The lab’s Caroline Uhler and Devvrat Shah – both Andrew (1956) and Erna Viterbi professors at EECS and the Institute for Data, Systems, and Society (IDSS) – along with Kristjan Greenwald of IBM Research, go beyond the expertise. They are developing causal discovery methods to uncover how interventions affect outcomes, and identify which interventions achieve desired outcomes. Studies include developing a framework that can explain how “treatments” might work for different sub-populations, such as mobility restrictions on ecommerce platforms or on morbidity outcomes. The findings of this body of work could impact areas ranging from marketing and medicine to education and risk management.
“Advances in AI and other areas of computing are influencing how people create and tackle challenges in nearly every discipline. In the MIT-IBM Watson AI Lab, researchers recognize this cross-cutting nature of their work and its impact, interrogating problems from multiple perspectives and bringing real-world problems from industry to develop new solutions,” said MIT Lab co-chair, MIT Schwarzman College. says Dean of Computing and Henry Ellis Warren. (1894) Professor of Electrical Engineering and Computer Science.
A critical part of what enables this research ecosystem to flourish is the continued flow of student talent and their contributions through MIT’s Undergraduate Research Opportunities Program (UROP), the MIT EECS 6A Program, and the new MIT-IBM Watson AI Lab Internship Program. Overall, more than 70 young researchers have not only accelerated their technical skill development but, through the guidance and support of the lab’s mentors, have gained knowledge in the AI domain to become emerging practitioners.

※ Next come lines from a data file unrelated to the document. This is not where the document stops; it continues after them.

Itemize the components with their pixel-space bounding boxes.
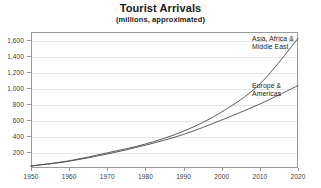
x-tick-label: 2020 bbox=[291, 173, 306, 180]
series-line bbox=[31, 38, 298, 166]
x-tick-label: 1990 bbox=[176, 173, 191, 180]
series-label-europe-americas: Europe & Americas bbox=[252, 82, 281, 98]
x-tick-label: 2000 bbox=[214, 173, 229, 180]
x-tick-mark bbox=[260, 168, 261, 171]
y-tick-label: 400 bbox=[13, 133, 24, 140]
y-tick-label: 1,200 bbox=[7, 69, 24, 76]
x-tick-label: 1970 bbox=[100, 173, 115, 180]
y-tick-label: 1,400 bbox=[7, 53, 24, 60]
x-tick-mark bbox=[222, 168, 223, 171]
x-tick-label: 1960 bbox=[62, 173, 77, 180]
x-tick-label: 1950 bbox=[24, 173, 39, 180]
x-tick-mark bbox=[69, 168, 70, 171]
x-tick-label: 2010 bbox=[252, 173, 267, 180]
x-tick-mark bbox=[31, 168, 32, 171]
y-tick-label: 600 bbox=[13, 117, 24, 124]
y-tick-label: 200 bbox=[13, 149, 24, 156]
y-tick-label: 800 bbox=[13, 101, 24, 108]
series-label-asia-africa-middle-east: Asia, Africa & Middle East bbox=[252, 35, 294, 51]
page-title: Tourist Arrivals bbox=[0, 2, 321, 15]
x-tick-label: 1980 bbox=[138, 173, 153, 180]
y-tick-label: 1,600 bbox=[7, 37, 24, 44]
series-lines bbox=[31, 32, 298, 168]
tourist-arrivals-chart: Tourist Arrivals (millions, approximated… bbox=[0, 0, 321, 188]
chart-title-block: Tourist Arrivals (millions, approximated… bbox=[0, 2, 321, 25]
x-tick-mark bbox=[184, 168, 185, 171]
y-tick-label: 1,000 bbox=[7, 85, 24, 92]
x-tick-mark bbox=[107, 168, 108, 171]
x-tick-mark bbox=[298, 168, 299, 171]
chart-subtitle: (millions, approximated) bbox=[0, 15, 321, 25]
x-axis: 19501960197019801990200020102020 bbox=[31, 168, 298, 188]
x-tick-mark bbox=[145, 168, 146, 171]
y-axis: 2004006008001,0001,2001,4001,600 bbox=[0, 32, 31, 168]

That’s why the Lab continuously strives to identify promising students at all stages of exploring the potential of AI.
“To unlock the full economic and social potential of AI, we need to foster ‘useful and efficient intelligence,’” says Sriram Raghavan, IBM Research VP for AI and president of IBM Labs. “To turn the promise of AI into progress, it is critical that we continue to focus on innovations to develop efficient, optimized, and fit-for-purpose models that can be easily adapted to specific domains and use cases. Academia-industry collaborations, such as the MIT-IBM Watson AI Lab, help advance the breakthroughs that make this possible.”